Know the Signs

Do you see lines of printed text every time you close your eyes? Are friends and family alarmed at the amount of time you spend huddled in your office, hunched over a keyboard? Freelance writers are often the last to recognize the warning signs of a growing addiction. Take the test below to find out if you’re a content writing junkie. You can still get help, before it’s too late.

Answer Honestly

Answer the following questions as candidly as possible. While denial is often our knee-jerk reaction to addiction, honest recognition of the problem is always the first step on the road to recovery.

  • You just pulled an all-nighter, finishing seven different articles on three separate topics with deadlines just 45 minutes apart. What do you do next?

A) Go to sleep.

B) Congratulate yourself on a job well done, then straighten up your desk.

C) Open your email, thinking, “I wonder if I could snag another order?”

  • You would give up a planned vacation if …

A) You got a plum writing assignment from a really great client.

B) A less-than-stellar client cried on the phone.

C) What’s a vacation?

  • It’s 1:00 am, and you just thought of a great intro for that tricky little piece you’re working on. You …

A) Roll over and go back sleep. If it’s really that good, you’ll remember.

B) Repeat it over and over, hoping to burn the idea into your brain so it will still be there in the morning.

C) Sneak to your office and jot it down — along with that other idea that just popped into your head — and end up writing until the sun comes up.

  • The strangest place you’ve ever worked on a writing assignment was …

A) The doctor’s office.

B) In your car, in the grocery store parking lot.

C) In the restroom of the banquet hall at your niece’s wedding reception.

  • You keep writing materials …

A) In your desk.

B) In every room in the house.

C) In your brassiere.

  • You think grammar rules are …

A) A necessary evil.

B) Interesting. You read Grammar Girl in your spare time.

C) Fascinating. In grade school, you paid the other kids with Oreos to let you diagram their sentences.

If that’s not enough, browsing through an old notebook only to find random lists and half-formed sentences scribbled in the margins is oddly satisfying (to us, at least). There’s a sort of quiet camaraderie in realizing how many writers secretly hoard battered legal pads and sticky notes, certain they’ll come in handy “someday.” And if you frequently lose pens only to find them days later in your pockets, covered in ink stains, well, you’re not alone—this is practically a rite of passage.

Friends outside the writing world may never quite understand why the urge to tweak that one awkward sentence follows you everywhere—from dentist waiting rooms to ruined camping trips. But honestly, that nervous itch to make every bit of copy just a little sharper never really disappears. If anything, it’s a relentless companion, popping up just when you’ve convinced yourself you’re off the clock.

  • Have you ever lied to escape a family obligation so you could stay home and write?

A) Never.

B) Once. But it was a great topic, and you really didn’t need to talk to your daughter’s teacher twice in the same school year.

C) Never. They all think you have narcolepsy and can’t safely leave the house.

  • You receive some mass-mailed spam. What do you do?

A) Quickly delete it, adding the address to your spam filter.

B) Read it carefully, thinking, “I could have done better.”

C) Rewrite the whole thing, eliminating passive verbiage and adding snappy words like lollipop, sparkle, and visionary.

Scoring

Give yourself one point for every A you selected, two points for every B, and three points for every C. Do the math.

  • If you scored between seven and ten, congratulations! You have a normal, healthy relationship with words.
  • If you scored an 11 through 15, there’s cause for concern. Have you considered changing careers? Maybe you could be a dog groomer or a golf pro.
  • If your score was 16 or higher, you’re a hopeless case. You’ve got ink in your veins and a thesaurus lodged in your head. Just give in; there’s no way to fight it anyway.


## [Task objective]
All lines from the one that has "Image resolution: width=863" onward to the end of the records below are to be returned exactly; pictures are to be skipped.

## [Stored data entries]
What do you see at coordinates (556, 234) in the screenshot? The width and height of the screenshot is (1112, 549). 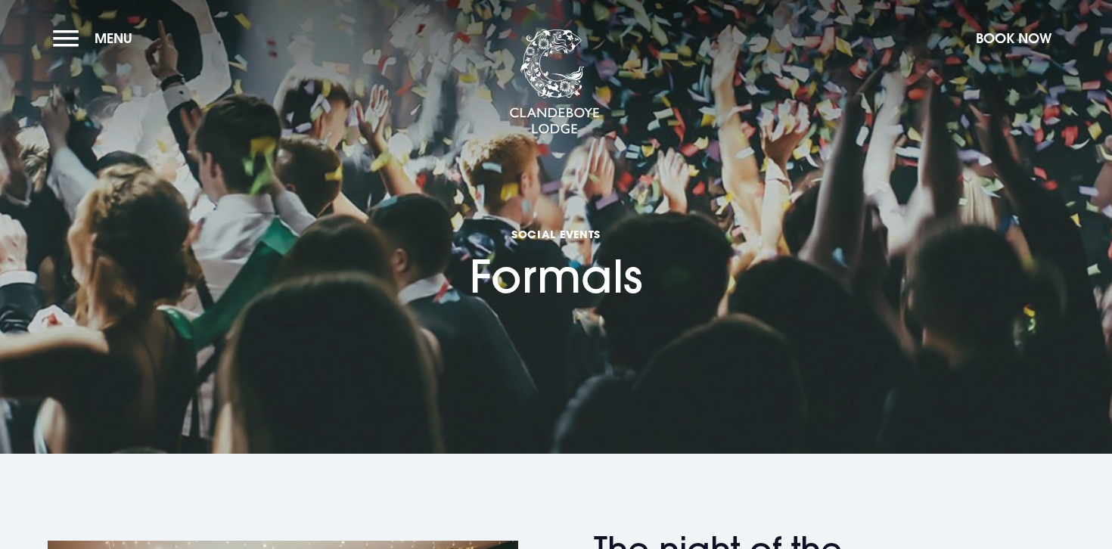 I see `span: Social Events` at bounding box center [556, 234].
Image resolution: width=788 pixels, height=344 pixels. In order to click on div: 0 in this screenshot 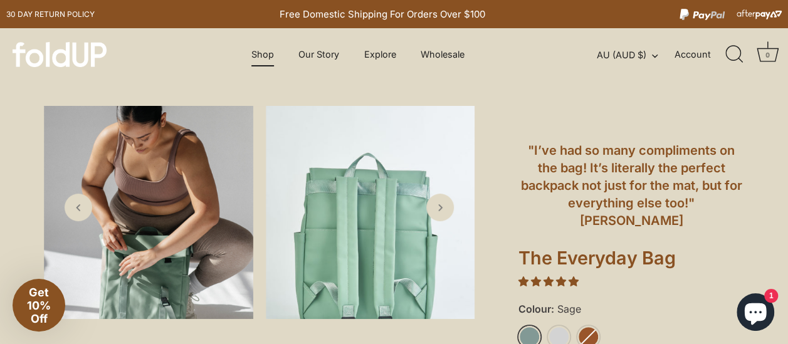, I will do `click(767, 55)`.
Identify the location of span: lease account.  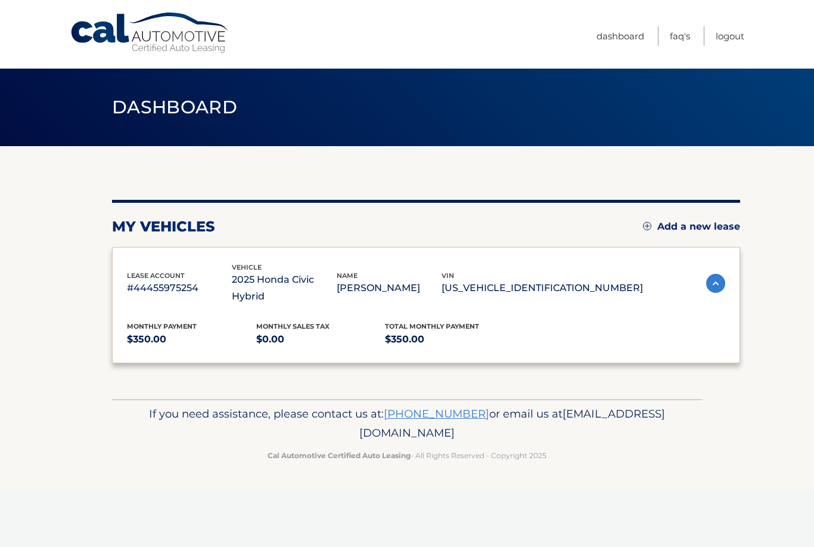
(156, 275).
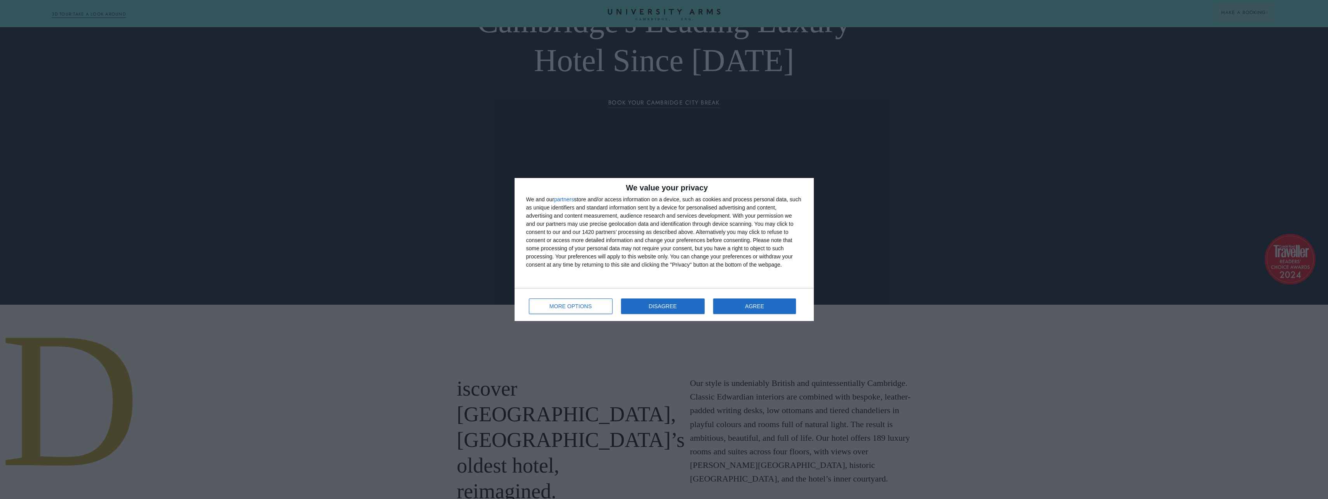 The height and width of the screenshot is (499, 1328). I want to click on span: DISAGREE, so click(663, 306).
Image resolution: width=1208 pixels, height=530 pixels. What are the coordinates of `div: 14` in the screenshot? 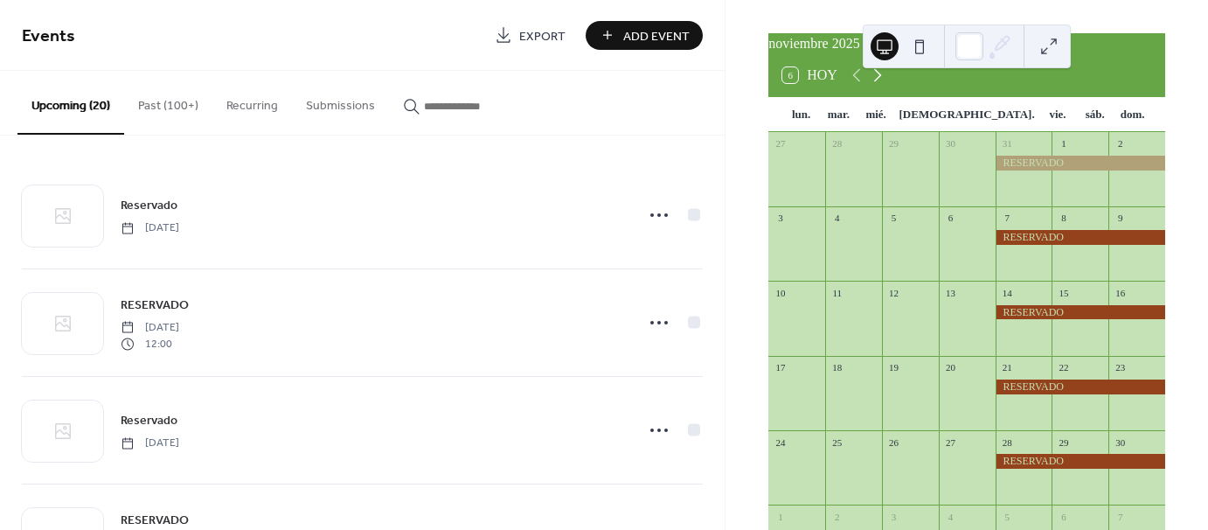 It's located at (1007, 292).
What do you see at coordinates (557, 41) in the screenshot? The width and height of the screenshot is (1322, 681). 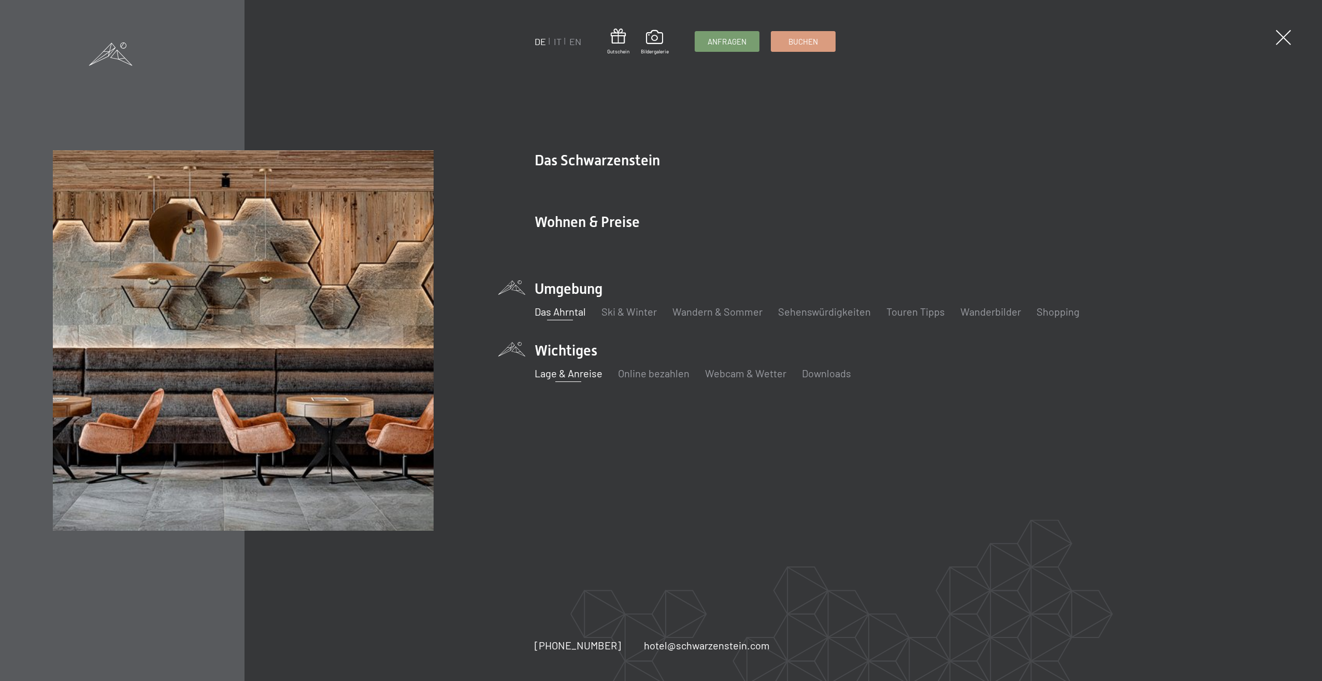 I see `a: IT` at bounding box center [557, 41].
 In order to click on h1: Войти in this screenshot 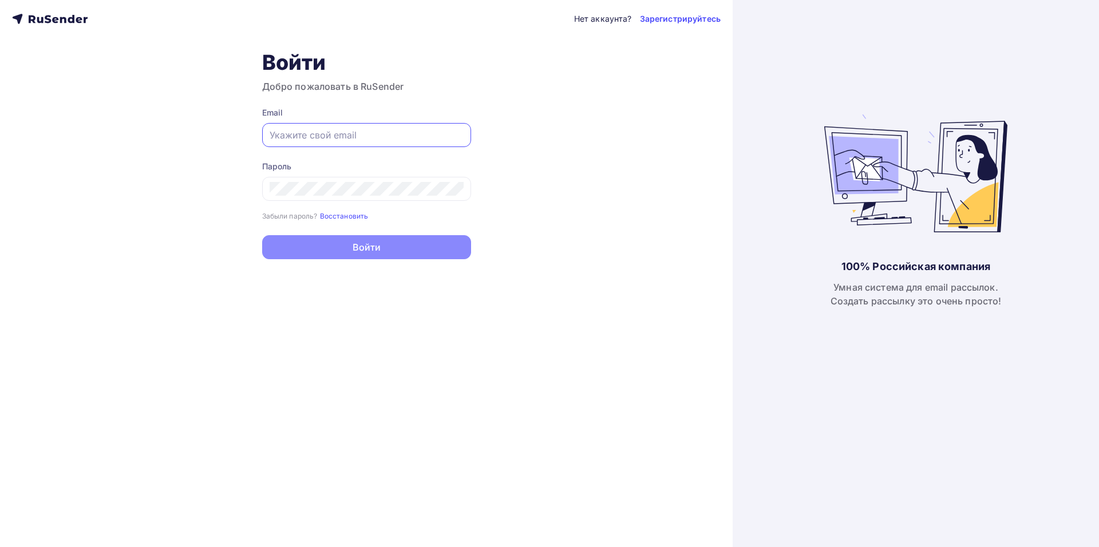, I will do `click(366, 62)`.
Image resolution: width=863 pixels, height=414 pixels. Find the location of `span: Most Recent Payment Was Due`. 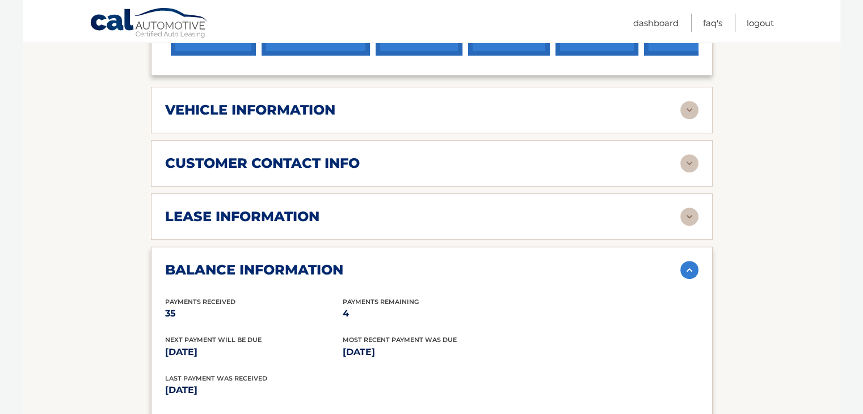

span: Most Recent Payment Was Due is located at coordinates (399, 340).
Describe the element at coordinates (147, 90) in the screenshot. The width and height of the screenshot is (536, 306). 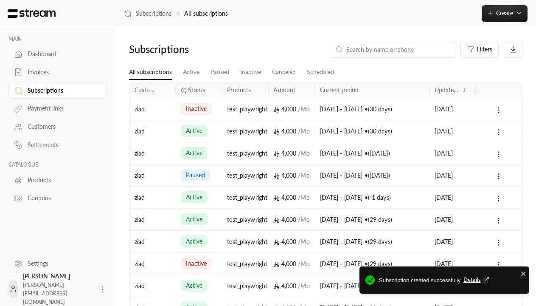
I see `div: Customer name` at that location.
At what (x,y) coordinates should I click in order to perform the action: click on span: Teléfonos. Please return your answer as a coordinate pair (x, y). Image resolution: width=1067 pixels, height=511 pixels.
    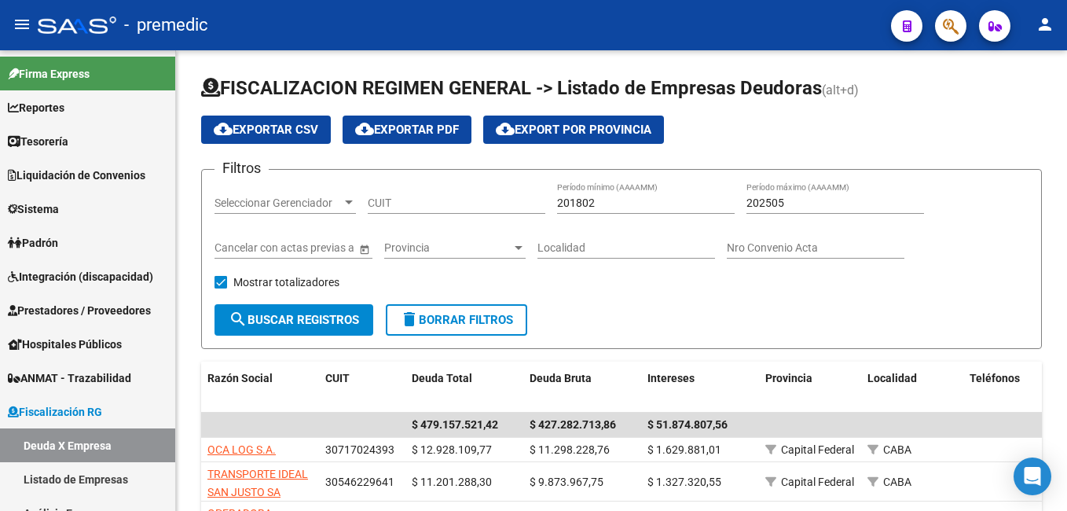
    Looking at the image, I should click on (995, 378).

## [Answer section]
Image resolution: width=863 pixels, height=414 pixels. Find the location of `span: Most Recent Payment Was Due`. 

span: Most Recent Payment Was Due is located at coordinates (399, 340).
Describe the element at coordinates (147, 90) in the screenshot. The width and height of the screenshot is (536, 306). 
I see `div: Customer name` at that location.
At what (x,y) coordinates should I click in order to perform the action: click on span: Teléfonos. Please return your answer as a coordinate pair (x, y). Image resolution: width=1067 pixels, height=511 pixels.
    Looking at the image, I should click on (995, 378).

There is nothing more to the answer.